What Hemingway Taught Me About Being A Feminist
I’ve always considered myself a feminist. Ever since I was little, I carried the beliefs of a feminist and held myself as such. I prided myself on being able to do the most pull-ups out of anyone in my class and being one of the only kids to be able to climb all the way up the rope in gym class. I didn’t want people to think less of me or think that I couldn’t keep up because I totally could. Being a feminist was never something I had to think about. It just happened, the same way that anything that is supposed to be happens.
The bigger pinnacle in my feminist life came when I could no longer keep my feminist beliefs separate from any other part of my life. In the past if asked, I would always say I was a feminist, but never asserted that information into a conversation. That all changed during a fiction course I took in college.
We were reading “The Sun Also Rises.” Everyone in my class essentially hated on the female lead in the story named Brett. Brett was a troubled and hurt woman. She was a flawed character for sure, and she even seemed to be self-aware about this. And for some reason everyone in my class hated her. They didn’t care about her flaws or even the flaws of the other characters. They all thought she was a deceitful woman who only wanted to lead men on (ie. the three guys who follow her around throughout the whole story).
Now I know my literature, and I know Hemingway well enough to know he wasn’t the biggest fan of women. I could take you down a complete literary trail, breaking down the story and building my case as to why Brett was awesome and not the devil as so many of my classmates seemed to want to make her, but that’s not the point.
The point is this: Brett led me to insert my feminist views into my everyday life loudly and constantly. She gave me the courage to speak to others about what I felt was right, and when I saw injustice or heard it, I stood up for the truth — I stood up for Brett. I felt that my feminist ways were no longer just a part of me, they became more than that. I need them to be more than that.
The paper I ended up writing to go with my reading of “The Sun Also Rises” was entitled “She Bears a Devilish Resemblance to Christ.” I made an argument based off many of the comments I made to my classmates, that not only was Brett not the devil, but in fact she was a Christ figure.
I had found my symbol for feminists in Brett, a woman who Hemingway had created to look unattractive toward readers, who many readers found to be selfish. “She had so many men dying over her, why couldn’t she just choose one and be happy?” I heard people ask. But that’s not right. Brett never owed those men anything. It was not her job to find their happiness for them before coming to her own.
What I find most interesting in my absolute love of Brett is in the history of her book. Hemingway wrote Brett as a representative character for all the flappers coming out of the 1920s. He wasn’t happy about flappers or their feminist movements, and Brett was the product of his feelings toward that. But when I read the story I didn’t react as many of my classmates did. I didn’t despise her for the character she had been created to be; instead, I related to something in her.
Almost a century after the book was originally published, I found a connection in a character meant to represent the original feminist movement. Even today I find a beauty in that, that feminists through the ages continue to inspire and give courage to one another.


**Exercise:** In the entries below, how many lines contain the string "marker"? State the number and nothing else.

**Input material:**

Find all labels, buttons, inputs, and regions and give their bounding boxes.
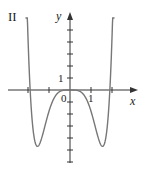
panel-label: II: [8, 9, 17, 24]
y-tick-label-1: 1: [58, 72, 64, 84]
x-tick-label-1: 1: [88, 92, 94, 104]
origin-label: 0: [61, 92, 67, 104]
x-axis-arrow-icon: [130, 87, 138, 93]
y-axis-label: y: [55, 9, 62, 23]
graph: II x y 1 0 1: [0, 0, 143, 174]
y-axis-arrow-icon: [67, 12, 73, 20]
x-axis-label: x: [129, 94, 136, 108]
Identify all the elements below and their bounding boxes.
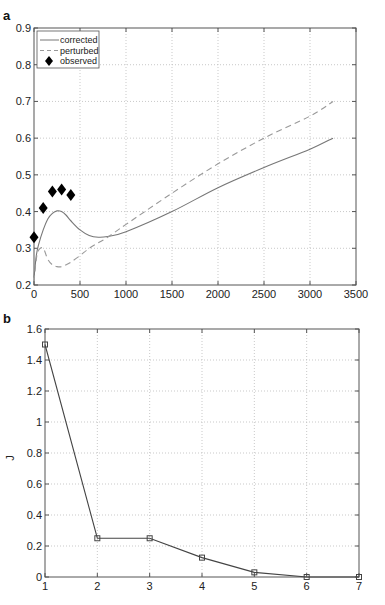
x-tick-label: 2	[94, 580, 100, 592]
y-axis-label: J	[4, 455, 16, 461]
x-tick-label: 1000	[114, 288, 138, 300]
chart-a: a05001000150020002500300035000.20.30.40.…	[3, 8, 368, 300]
y-tick-label: 0.7	[16, 95, 31, 107]
legend-label: corrected	[60, 35, 98, 45]
y-tick-label: 0.6	[27, 478, 42, 490]
x-tick-label: 3500	[344, 288, 368, 300]
panel-label: b	[3, 311, 11, 326]
y-tick-label: 0.3	[16, 242, 31, 254]
x-tick-label: 7	[356, 580, 362, 592]
x-tick-label: 6	[304, 580, 310, 592]
x-tick-label: 3000	[298, 288, 322, 300]
x-tick-label: 500	[71, 288, 89, 300]
x-tick-label: 1	[42, 580, 48, 592]
y-tick-label: 0.6	[16, 132, 31, 144]
x-tick-label: 0	[31, 288, 37, 300]
y-tick-label: 0.5	[16, 169, 31, 181]
y-tick-label: 0.8	[16, 59, 31, 71]
y-tick-label: 0.2	[27, 540, 42, 552]
y-tick-label: 0	[36, 571, 42, 583]
legend-label: observed	[60, 56, 97, 66]
legend-label: perturbed	[60, 46, 99, 56]
x-tick-label: 3	[147, 580, 153, 592]
series-perturbed	[34, 101, 333, 281]
x-tick-label: 4	[199, 580, 205, 592]
y-tick-label: 1.2	[27, 385, 42, 397]
grid	[45, 329, 359, 577]
x-tick-label: 5	[251, 580, 257, 592]
x-tick-label: 2500	[252, 288, 276, 300]
observed-marker	[39, 202, 48, 214]
y-tick-label: 0.2	[16, 279, 31, 291]
chart-b: b123456700.20.40.60.811.21.41.6J	[3, 311, 362, 592]
y-tick-label: 0.8	[27, 447, 42, 459]
axis-ticks: 123456700.20.40.60.811.21.41.6	[27, 323, 362, 592]
x-tick-label: 1500	[160, 288, 184, 300]
y-tick-label: 1.4	[27, 354, 42, 366]
series-corrected	[34, 138, 333, 278]
y-tick-label: 0.9	[16, 22, 31, 34]
y-tick-label: 1	[36, 416, 42, 428]
y-tick-label: 1.6	[27, 323, 42, 335]
observed-marker	[66, 189, 75, 201]
observed-marker	[57, 184, 66, 196]
figure: a05001000150020002500300035000.20.30.40.…	[0, 0, 385, 605]
panel-label: a	[3, 8, 11, 23]
y-tick-label: 0.4	[16, 206, 31, 218]
x-tick-label: 2000	[206, 288, 230, 300]
y-tick-label: 0.4	[27, 509, 42, 521]
legend: correctedperturbedobserved	[37, 31, 99, 68]
observed-marker	[48, 185, 57, 197]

**Completed task:** 4